Eco-Pump-Drive

Developing innovative circulating pumps for heating, air conditioning, drinking water and solar cycles that conserve resources and energy

© KSB

There are around 140 million circulating pumps being used in Europe. The motors’ lifespan is about ten years which means that around 14 million new pumps are needed each year. These all-rounders that keep our heating, drinking water and solar systems running are powered by motors whose magnets contain neodymium-iron-boron or samarium-cobalt. However, the global supply of the rare earths in these compounds is limited.

The “Eco-Pump Drive” project develops new electrical drive concepts for powering circulating pumps, whose magnets are completely free of rare earths. Moreover, they are powerful and very energy-efficient. The key to the new resource-conserving technology: the principle of a synchronous reluctance motor. This type of motor is already established at higher power ranges.

The project coordinator, the company KSB, has developed this synchronous reluctance motor to market readiness for industrial pump applications. In cooperation with the Competence Center Mechatronic Systems at the University of Applied Sciences Kaiserslautern, the experts are now working on adapting the reluctance principle to the specifications of circulating pumps for domestic use and for commercial installations. Once this has been managed, the “Eco-Pump Drive” innovation can be mass produced.

The project partners have structured their three-year cooperation into several development phases. First of all, the electromagnetic motor design is drawn up in detail. Then the motor is constructed, as is a blueprint and implementation of the corresponding control algorithm. Once this precision work has been completed, the experts construct various prototypes that have to pass test runs in the laboratory before moving onto the industrial demonstration stage.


WHAT NEEDS TO BE DONE:
Each line below that includes the word "from" is to be reported.

Stored records
※
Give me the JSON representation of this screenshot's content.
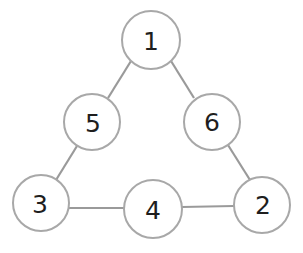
{
  "diagram": {
    "type": "triangle-number-graph",
    "nodes": [
      {
        "id": "n1",
        "label": "1",
        "cx": 151,
        "cy": 40,
        "r": 29
      },
      {
        "id": "n5",
        "label": "5",
        "cx": 92,
        "cy": 122,
        "r": 28
      },
      {
        "id": "n6",
        "label": "6",
        "cx": 212,
        "cy": 122,
        "r": 28
      },
      {
        "id": "n3",
        "label": "3",
        "cx": 41,
        "cy": 203,
        "r": 28
      },
      {
        "id": "n4",
        "label": "4",
        "cx": 153,
        "cy": 209,
        "r": 29
      },
      {
        "id": "n2",
        "label": "2",
        "cx": 262,
        "cy": 205,
        "r": 28
      }
    ],
    "edges": [
      {
        "from": "n1",
        "to": "n5"
      },
      {
        "from": "n1",
        "to": "n6"
      },
      {
        "from": "n5",
        "to": "n3"
      },
      {
        "from": "n6",
        "to": "n2"
      },
      {
        "from": "n3",
        "to": "n4"
      },
      {
        "from": "n4",
        "to": "n2"
      }
    ]
  }
}
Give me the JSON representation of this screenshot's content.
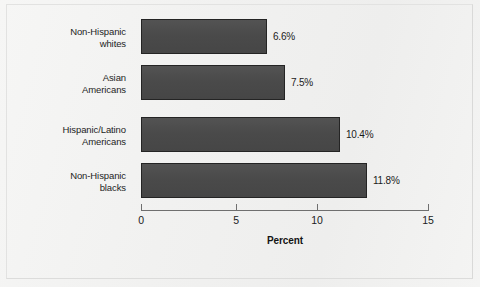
{
  "chart_data": {
    "type": "bar",
    "orientation": "horizontal",
    "title": "",
    "xlabel": "Percent",
    "ylabel": "",
    "xlim": [
      0,
      15
    ],
    "xticks": [
      0,
      5,
      10,
      15
    ],
    "xtick_labels": [
      "0",
      "5",
      "10",
      "15"
    ],
    "grid": false,
    "legend": null,
    "categories": [
      "Non-Hispanic\nwhites",
      "Asian\nAmericans",
      "Hispanic/Latino\nAmericans",
      "Non-Hispanic\nblacks"
    ],
    "values": [
      6.6,
      7.5,
      10.4,
      11.8
    ],
    "value_labels": [
      "6.6%",
      "7.5%",
      "10.4%",
      "11.8%"
    ],
    "colors": {
      "bar_fill": "#4c4c4c",
      "bar_border": "#242424",
      "axis": "#6f6f6f",
      "text": "#1b1b1b",
      "background": "#f2f2f1"
    }
  }
}
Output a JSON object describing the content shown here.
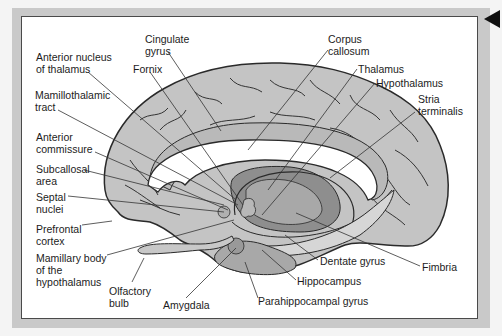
{
  "diagram": {
    "type": "anatomical-brain-sagittal",
    "colors": {
      "page_bg": "#f4f4f4",
      "frame": "#c9c9c9",
      "panel": "#ffffff",
      "cortex": "#c4c4c4",
      "limbic_dark": "#8e8e8e",
      "limbic_mid": "#a8a8a8",
      "corpus_callosum": "#ffffff",
      "outline": "#2a2a2a"
    },
    "labels": [
      {
        "id": "cingulate-gyrus",
        "text": "Cingulate\ngyrus",
        "x": 145,
        "y": 33
      },
      {
        "id": "anterior-nucleus-of-thalamus",
        "text": "Anterior nucleus\nof thalamus",
        "x": 36,
        "y": 51
      },
      {
        "id": "fornix",
        "text": "Fornix",
        "x": 133,
        "y": 63
      },
      {
        "id": "corpus-callosum",
        "text": "Corpus\ncallosum",
        "x": 328,
        "y": 33
      },
      {
        "id": "thalamus",
        "text": "Thalamus",
        "x": 358,
        "y": 63
      },
      {
        "id": "hypothalamus",
        "text": "Hypothalamus",
        "x": 376,
        "y": 77
      },
      {
        "id": "stria-terminalis",
        "text": "Stria\nterminalis",
        "x": 418,
        "y": 93
      },
      {
        "id": "mamillothalamic-tract",
        "text": "Mamillothalamic\ntract",
        "x": 35,
        "y": 89
      },
      {
        "id": "anterior-commissure",
        "text": "Anterior\ncommissure",
        "x": 36,
        "y": 131
      },
      {
        "id": "subcallosal-area",
        "text": "Subcallosal\narea",
        "x": 36,
        "y": 163
      },
      {
        "id": "septal-nuclei",
        "text": "Septal\nnuclei",
        "x": 36,
        "y": 191
      },
      {
        "id": "prefrontal-cortex",
        "text": "Prefrontal\ncortex",
        "x": 36,
        "y": 223
      },
      {
        "id": "mamillary-body",
        "text": "Mamillary body\nof the\nhypothalamus",
        "x": 36,
        "y": 252
      },
      {
        "id": "olfactory-bulb",
        "text": "Olfactory\nbulb",
        "x": 109,
        "y": 285
      },
      {
        "id": "amygdala",
        "text": "Amygdala",
        "x": 163,
        "y": 299
      },
      {
        "id": "dentate-gyrus",
        "text": "Dentate gyrus",
        "x": 320,
        "y": 255
      },
      {
        "id": "fimbria",
        "text": "Fimbria",
        "x": 422,
        "y": 261
      },
      {
        "id": "hippocampus",
        "text": "Hippocampus",
        "x": 297,
        "y": 275
      },
      {
        "id": "parahippocampal-gyrus",
        "text": "Parahippocampal gyrus",
        "x": 258,
        "y": 295
      }
    ],
    "nav": {
      "icon": "back-arrow-icon"
    }
  }
}
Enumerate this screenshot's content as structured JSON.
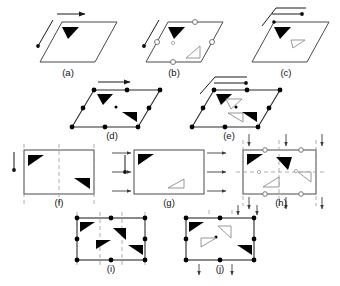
{
  "figure": {
    "background_color": "#ffffff",
    "stroke_color": "#4a4a4a",
    "fill_color": "#000000",
    "open_symbol_color": "#ffffff",
    "dash_color": "#9a9a9a",
    "width": 340,
    "height": 286
  },
  "captions": {
    "a": "(a)",
    "b": "(b)",
    "c": "(c)",
    "d": "(d)",
    "e": "(e)",
    "f": "(f)",
    "g": "(g)",
    "h": "(h)",
    "i": "(i)",
    "j": "(j)"
  },
  "panels": [
    {
      "id": "a",
      "label": "(a)",
      "shape": "parallelogram",
      "filled_triangles": 1,
      "open_triangles": 0,
      "lattice_dots": 0,
      "open_circles": 0,
      "arrows": [
        "horizontal-right-top",
        "diagonal-down-left"
      ],
      "dashed_lines": 0
    },
    {
      "id": "b",
      "label": "(b)",
      "shape": "parallelogram",
      "filled_triangles": 1,
      "open_triangles": 1,
      "lattice_dots": 1,
      "open_circles": 4,
      "arrows": [
        "diagonal-down-left"
      ],
      "dashed_lines": 0
    },
    {
      "id": "c",
      "label": "(c)",
      "shape": "parallelogram",
      "filled_triangles": 1,
      "open_triangles": 1,
      "lattice_dots": 1,
      "open_circles": 0,
      "arrows": [
        "hooked-horizontal-right-top"
      ],
      "dashed_lines": 0
    },
    {
      "id": "d",
      "label": "(d)",
      "shape": "parallelogram",
      "filled_triangles": 2,
      "open_triangles": 0,
      "lattice_dots": 9,
      "open_circles": 0,
      "arrows": [
        "horizontal-right-top"
      ],
      "dashed_lines": 0
    },
    {
      "id": "e",
      "label": "(e)",
      "shape": "parallelogram",
      "filled_triangles": 2,
      "open_triangles": 2,
      "lattice_dots": 9,
      "open_circles": 0,
      "arrows": [
        "hooked-horizontal-right-top"
      ],
      "dashed_lines": 0
    },
    {
      "id": "f",
      "label": "(f)",
      "shape": "rectangle",
      "filled_triangles": 2,
      "open_triangles": 0,
      "lattice_dots": 0,
      "open_circles": 0,
      "arrows": [
        "vertical-down-left"
      ],
      "dashed_lines": 5
    },
    {
      "id": "g",
      "label": "(g)",
      "shape": "rectangle",
      "filled_triangles": 1,
      "open_triangles": 1,
      "lattice_dots": 0,
      "open_circles": 0,
      "arrows": [
        "left-in-top",
        "left-in-mid",
        "left-in-bottom",
        "right-out-top",
        "right-out-mid",
        "right-out-bottom",
        "vertical-down-inner"
      ],
      "dashed_lines": 0
    },
    {
      "id": "h",
      "label": "(h)",
      "shape": "rectangle",
      "filled_triangles": 2,
      "open_triangles": 2,
      "lattice_dots": 2,
      "open_circles": 4,
      "arrows": [
        "down-top-left",
        "down-top-mid",
        "down-top-right",
        "down-bottom-left",
        "down-bottom-mid",
        "down-bottom-right"
      ],
      "dashed_lines": 4
    },
    {
      "id": "i",
      "label": "(i)",
      "shape": "rectangle",
      "filled_triangles": 4,
      "open_triangles": 0,
      "lattice_dots": 10,
      "open_circles": 0,
      "arrows": [],
      "dashed_lines": 4
    },
    {
      "id": "j",
      "label": "(j)",
      "shape": "rectangle",
      "filled_triangles": 2,
      "open_triangles": 2,
      "lattice_dots": 9,
      "open_circles": 0,
      "arrows": [
        "down-below-left",
        "down-below-mid",
        "down-top-left",
        "down-top-mid"
      ],
      "dashed_lines": 2
    }
  ]
}
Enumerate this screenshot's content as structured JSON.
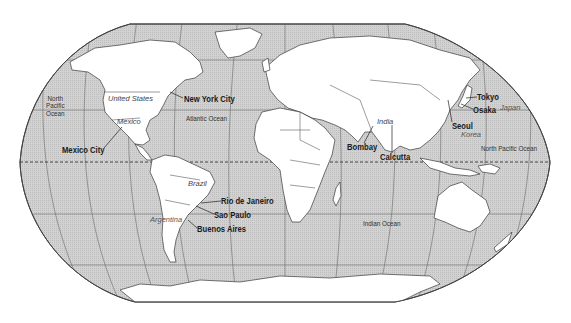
※
OUTPUT OF THE TASK:
        "from": "n1",
        "from": "n1",
        "from": "n5",
        "from": "n6",
        "from": "n3",
        "from": "n4",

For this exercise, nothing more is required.